With or without you

SOME politicians after a time turn into political holograms, three-dimensional images that simulate their presence in the political arena. While people are deceived into believing they are still active in politics, making speeches and giving promises they cannot keep, in truth they no longer have any political substance or power.

SOME politicians after a time turn into political holograms, three-dimensional images that simulate their presence in the political arena. While people are deceived into believing they are still active in politics, making speeches and giving promises they cannot keep, in truth they no longer have any political substance or power.

Many wonder whether the boss of the opposition Movement for a Democratic Slovakia (HZDS) has turned into such a hologram, and what role Vladimír Mečiar actually plays in Slovak politics today.

There is probably no aspect of Mečiar that has not been explored and commented on ad nauseam. Thousands of yards of newsprint have been devoted to Mečiar, that authoritarian democrat or democratic autocrat, that strange hybrid that only a society on its way from Communism to democracy could have produced.

Hundreds of editorials have wondered what might have happened if Mečiar had left Slovak politics in 1998, right after crooning his famous good-bye song and giving his pathetic little wave on national television. Would he have managed to preserve the political myths about him as a man who sleeps only a few hours each night, "a walking brain that occasionally stops for nutrition," as he told the German magazine Stern?

Some also say that by staying in politics, Mečiar has managed to soften the controversy that surrounded him, and that by supporting some of the pro-European moves of the Dzurinda government he has redeemed at least part of his past.

Nevertheless, it is highly doubtful that any belated show of goodwill could reimburse the nation for the damage caused to its international reputation by the notorious cases that occurred under Mečiar's watch, and that have lost their power to shock by being repeated so many times: the abuse of the country's intelligence service to harass the media and political opponents; the suspected involvement of the Mečiar government in the abduction of Michal Kováč Jr, the son of the former president; the murder of police go-between Róbert Remiáš 10 years ago on April 29, 1996; the manipulation of privatization to feed a glut of robber barons who made fortunes almost overnight, etc.

But almost eight years after leaving power, and still threatening a comeback, Mečiar poses an interesting question: What role does he really play in contemporary Slovak politics?

The international community no longer asks nervous questions about what might happen to Slovakia if Mečiar returned to power; a possible government led by Robert Fico is the source of far more analysis and unease.

Only a few years ago, political debate programmes stood to double their viewer numbers if they managed to get Mečiar on the screen. His five-to-ten minute sentences fascinated, annoyed and shocked at the same time. Today, annoyance best captures the effect of most of Mečiar's media performances.

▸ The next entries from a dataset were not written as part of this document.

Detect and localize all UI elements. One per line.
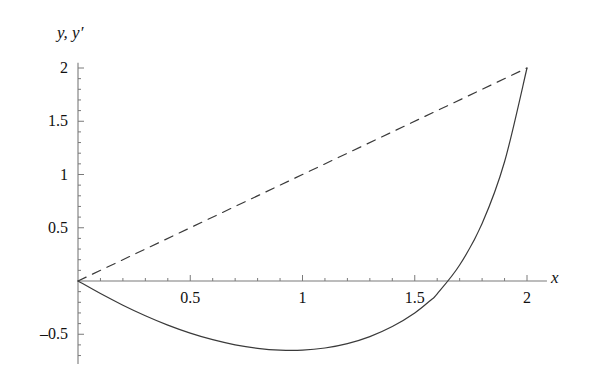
y-tick-label: 1.5	[8, 113, 68, 129]
y-tick-label: 0.5	[8, 220, 68, 236]
series-group	[78, 68, 527, 350]
x-tick-label: 0.5	[160, 290, 220, 306]
x-tick-label: 1.5	[385, 290, 445, 306]
y-tick-label: 2	[8, 60, 68, 76]
ticks-group	[78, 68, 527, 356]
series-line-y	[78, 68, 527, 350]
plot-canvas	[0, 0, 598, 377]
x-tick-label: 2	[497, 290, 557, 306]
x-axis-label: x	[551, 269, 559, 286]
series-line-y-prime	[78, 68, 527, 281]
plot-figure: y, y′ x 0.511.52–0.50.511.52	[0, 0, 598, 377]
y-tick-label: 1	[8, 167, 68, 183]
x-tick-label: 1	[273, 290, 333, 306]
axes-group	[78, 63, 547, 364]
y-axis-label: y, y′	[57, 24, 83, 41]
y-tick-label: –0.5	[8, 326, 68, 342]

However, for a large group of Slovaks, Mečiar has become a parody of himself, and not a funny one at that. His rhetoric contains no remorse, honest or feigned, for his personal performance as PM and that of his party between 1993 and 1998. The furthest he will go is to say that his party has gone through a metamorphosis and that the people who did wrong have left already.

Mečiar continues to tell the public that it will be impossible to form a future government without him after June 2006 elections, and he seems to be believed, at least in some quarters. Over the past several years the local media have fallen over themselves to figure out which parties are open to the idea of forming a coalition with Mečiar.

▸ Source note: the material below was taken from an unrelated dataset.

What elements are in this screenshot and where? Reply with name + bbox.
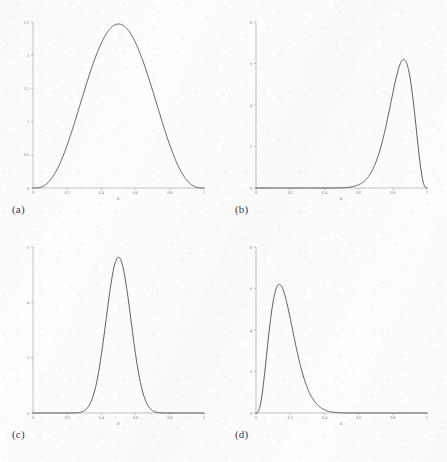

Now, eight weeks ahead of the elections, Mečiar says that he could cooperate with both the right-wing parties and the left-wing Smer - even that he is holding talks with both sides.

However, in one and the same political statement, Mečiar also said that the Christian Democratic Movement and the Slovak Democratic and Christian Union (SDKÚ) have little to offer in terms of governing skills - not exactly an invitation for talks on the next ruling coalition.

Political analysts say that while the SDKÚ is more open to using Mečiar to make up the necessary numbers for a coalition, the KDH is more open to relying on Fico.

The truth is, however, that everything will be decided by the election numbers. Pre-election rhetoric will be swept aside by political pragmatism, which is not necessarily a positive thing.

Mečiar may indeed play a role at the post-election negotiation table, but he is unlikely to be calling the shots, a bitter prospect for the three-time PM who has already suffered several tough election defeats.

What will happen to Mečiar after the elections if again he is unable to satisfy the hunger for power of those who have not yet left the sinking HZDS ship?

He will probably remain a "ghost deputy" in the Slovak parliament, missing most of the voting and keeping his title as the biggest absentee.

Several years ago, analysts were saying that Mečiar would continue to have an important and perhaps even a polarizing role in Slovak politics. Today, it is no longer so. The political ship will just sail on, with or without him.